Although I've known about the concept for years, I only recently learned the term "technical debt." You really need to consider the technical debt that will ultimately have to be paid if you don't follow a disciplined style now.

Unfortunately, as eBusiness stated, unless your customer is particularly technically savvy or is going to be maintaining the code themselves afterward, it's hard for them to appreciate the value of consistent coding standards. However, any reasonable businessman should be able to grasp the concept that "a bit of preventative maintenance now" (in the form of good coding) "will help avoid significant repair costs later" (in the form of wasted developer time later cleaning up the mess).

The topvoted answers here repeat the easily agreeable theoretical best practices detailing how we would all like our codebases to be. But real code somehow never looks like that. If you try to make that perfect codebase, you will almost inevitably fail. That is not to say that we shouldn't try to do better, but there has to be a limit for how far from the realistically achievable we set our goals.

Too much focus on minor stuff has the risk of losing focus on more important issues, like how to solve the job in the overall most efficient manner.

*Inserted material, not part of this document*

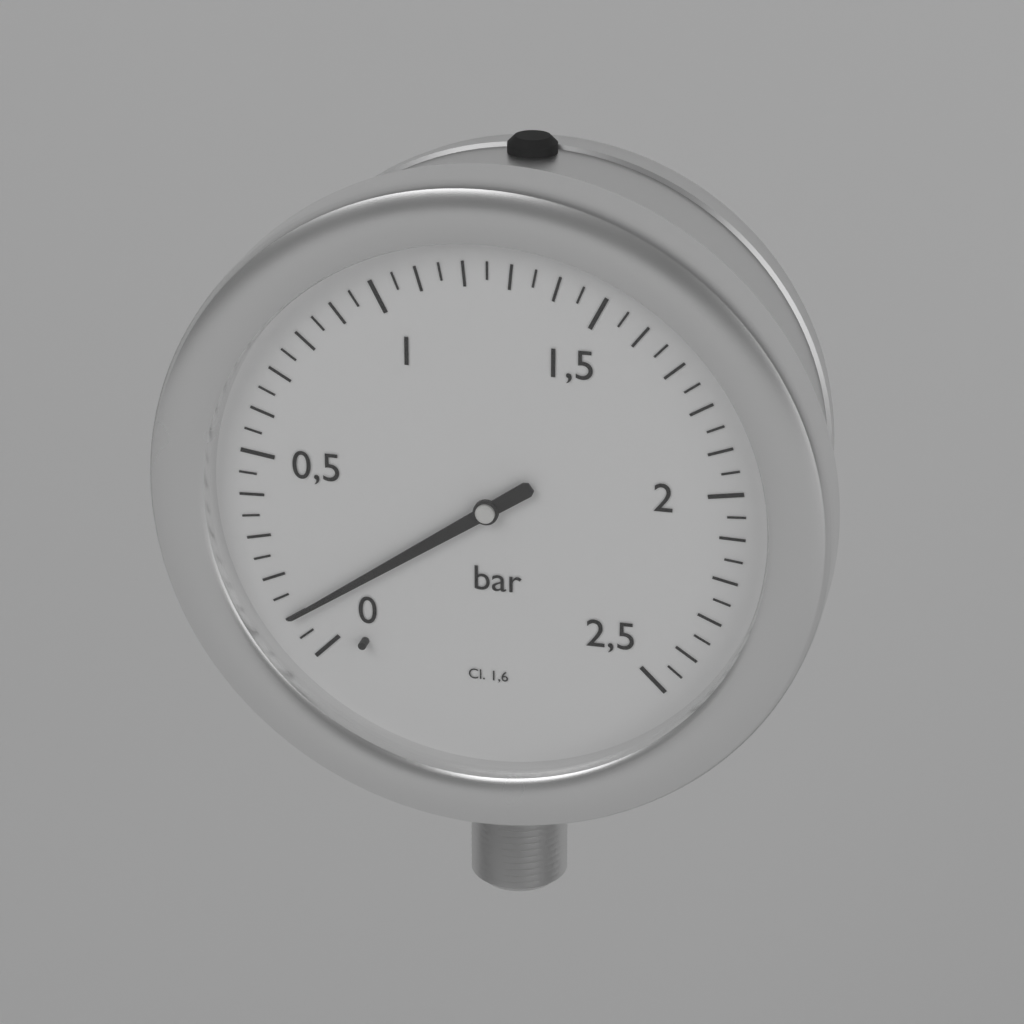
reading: 0.10 bar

I wouldn't refer to you first example as style, style is the choices where there in no clear right or wrong, in this case the extra function is code bloat with no upside. It is only 2 extra lines, still easy to read, and easy to fix, so this example itself is no big issue.

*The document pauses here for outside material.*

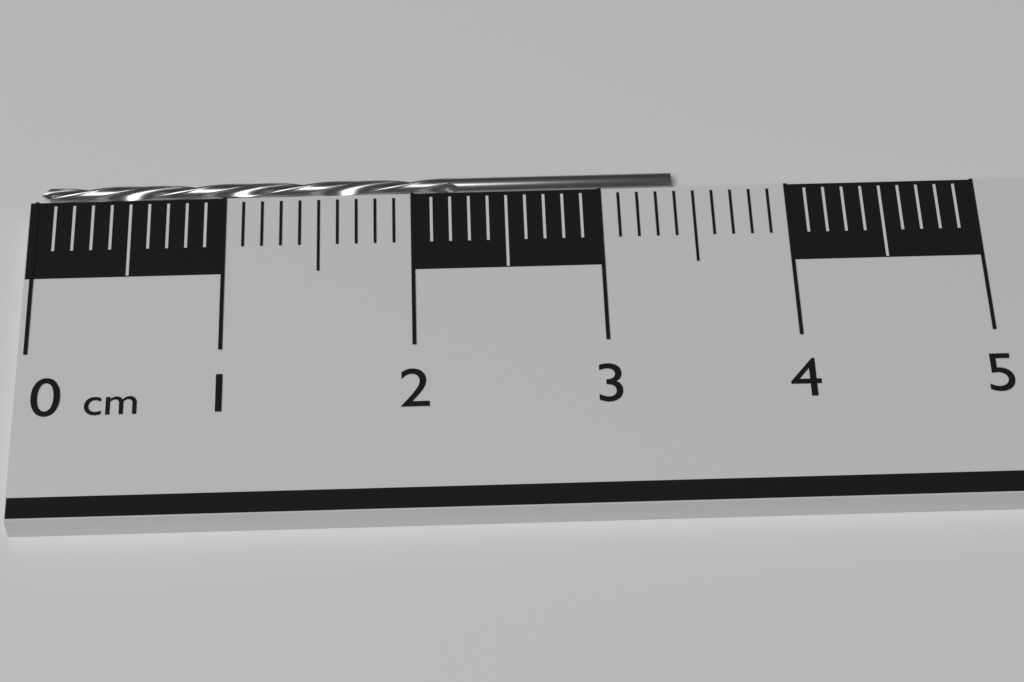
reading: 3.4 cm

The much bigger issue is the convoluted code bloat. Wrapper functions, class hierarchies, and all sorts of other constructs, where the surrounding code is complex enough that it isn't obvious that they serve no real purpose. If there is obvious bloat in the code, there is probably a lot more non-obvious bloat. It is a lot harder to do something about, and harder to spot, but also a far bigger issue.

About customers

Customers tend to focus on getting a working product that solve their needs. Even if you have one of the few customers that do worry about code quality, it is going to be a secondary priority, and their idea of code quality might not be perfectly consistent with yours. The customer company may have its own programmers, but it is still management that will decide whether or not you did a good job, and management most likely doesn't even know what code quality means.

It's very much about the legibility of the diffs. If code style thrashes around, the diffs hide changes with no semantic meaning to the program, and can make merges hard or impossible.